Charcol cansister

how would a person know if they had a faulty charcol fuel cansister

You may get a CEL (Check Engine Light) or you may not be able to fill the tank without the automatic shut off of the pump going off often.

Both of the above can be caused by other problems.

Do you think you have a problem, and if so why? (What make, model, year and miles for your car)

Joe,
Where did this idea come from that the charcoal canister has anything to do with filling the gas tank on a 1998 Ranger? There’s no connection, until some vehicles, starting in 1998, had OPVR (Onboard Refueling Vapor Recovery) installed. Does the 1998 Ford Ranger have OPVR?

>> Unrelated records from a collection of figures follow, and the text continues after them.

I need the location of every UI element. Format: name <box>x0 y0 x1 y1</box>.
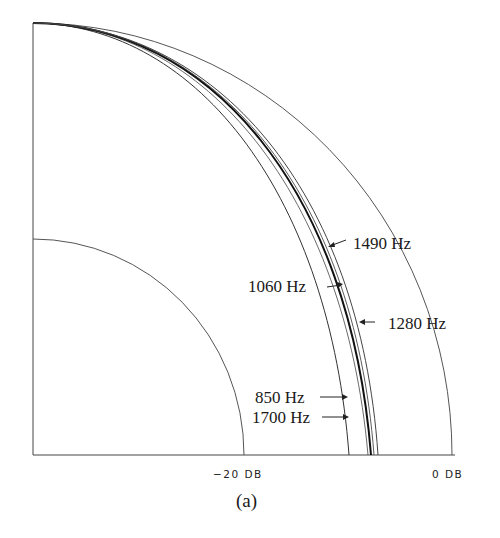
curve-1700hz <box>33 23 371 455</box>
curve-1490hz <box>33 23 374 455</box>
figure-caption: (a) <box>236 490 257 512</box>
label-1700hz: 1700 Hz <box>252 408 311 427</box>
arc-minus20db <box>33 239 244 455</box>
arrowhead-850hz <box>342 394 348 400</box>
arrowhead-1280hz <box>359 319 365 325</box>
label-850hz: 850 Hz <box>255 388 305 407</box>
label-1060hz: 1060 Hz <box>248 277 307 296</box>
label-1490hz: 1490 Hz <box>353 234 412 253</box>
tick-label-minus20db: −20 DB <box>213 468 263 480</box>
label-1280hz: 1280 Hz <box>388 314 447 333</box>
polar-response-chart: 1490 Hz 1060 Hz 1280 Hz 850 Hz 1700 Hz −… <box>0 0 500 538</box>
curve-1060hz <box>33 23 368 455</box>
curve-1280hz <box>33 23 378 455</box>
tick-label-0db: 0 DB <box>432 468 463 480</box>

Here is EPA (Enviornmental Protection Agency) ruling on OPVR:

The gas tank vents straight to the charcoal canister. That is the main purpose of the canister. To collect gas fumes from the large gasoline reservoir in the back until the engine is ready to purge those fumes through the engine to be burned.

Overfilling the tank can lead to raw gas, not gas fumes, getting sucked into the canister when the purge valve is open. This will saturate the charcoal, and lead to gas fumes escaping out of the bottom vent. When this happens, you’ll get a gassy smell under the hood,and possibly in the cabin through the vent at the bottom of the windshield. This can also lead to a pressure differential that can trigger the gas pump into thinking the tank is full when it is not.

I own a 98 ranger with 150,000 miles on and it is good .I just read a articale topping off the fuel tank a possibly distroying the cansister.

Wally, just replace the canisiter if you smell fuel when the car is at operating temperature and there is no other obvious sign of a fuel leak.
The canister is a temporary storage place for vapors that are created and not used. Then it flows back into the tank. Gases and vapors that naturally occur inside the tank are vented out through the gas cap especially when you remove the cap. notice that it says “Remove cap slowly” on the fuel cap? If the canister was a vent for the tank gases would combust in the engine compartment because of the heat and the unlikely stray spark.
Please be careful about who you accept hints from. Unfortunetley this forum gives some of the mentally ill in our society a place to abuse others by exagerating their knowledge or to sell dishonest dealerships. Never, ever trust a dealership.

Did you ever stop to ask yourself why the manufacturers put those stickers on the cars warning about topping off the tank?

wally2008,
You can only know for certain if you have a defective charcoal fuel canister if you check it by following the instructions in the repair manual. There isn’t some simple, surefire, answer. Sorry, it’s too complex to be simple.

Hi Norm!

Cars did JUST FINE without charcoal canisters for 60 or 70 years. So will your Ranger. The fill caps were vented. We all survived. OBVP is something new. The older canister systems were not used during refueling. The tank vented out the filler neck when the cap was removed… They COULD be damaged by over-filling, which would force liquid gasoline into the vent line after the cap was replaced and the tank built up pressure…

This is probably a California car. They have used canisters for far longer than anyone else, and constant topping off the tank will flood a canister with fuel, making it very hard to fill the tank properly. I have had pretty good luck by removing the canister and putting it out in the direct sun, with every tube and hose disconnected, and let it “dry out” inside. Obviously this is somewhat dangerous, because of flammable fumes and so forth, so be careful and certainly don’t try to dry it out indoors.

It always struck me as strange why charcoal canisters were replaced when they had excess gasoline in them. The charcoal canister’s job is to handle gasoline (ok, gasoline fumes). What’s so hard about removing any excess by gravity, by evaporation, by letting an engine vacuum it out, by blowing it out with low pressure air (but, not a bar-b-que)?

I believe that when the charcoal has been saturated with liquid gasoline, it no longer has the ability to neutralize fumes. After many years of dealing with gas fumes, this can happen too, but the process is accelerated by liquid gasoline. At least this is the explanation that I have been given.

I believe the process to clean it out, would be far more than the cost of a new one.

Gasoline is a blend of compounds with different boiling points. They range from very light, like ether, which evaporates easily at a low temperature, to heavier oil-like fractions that boil above 100F. Normally the canister gets only the lightest fractions because they tend to evaporate off the liquid in the tank first. These readily re-evaporate from the charcoal when a vacuum is pulled while the engine runs. When liquid gas gets in the cannister however the heavy fractions get in there and they tend to stay.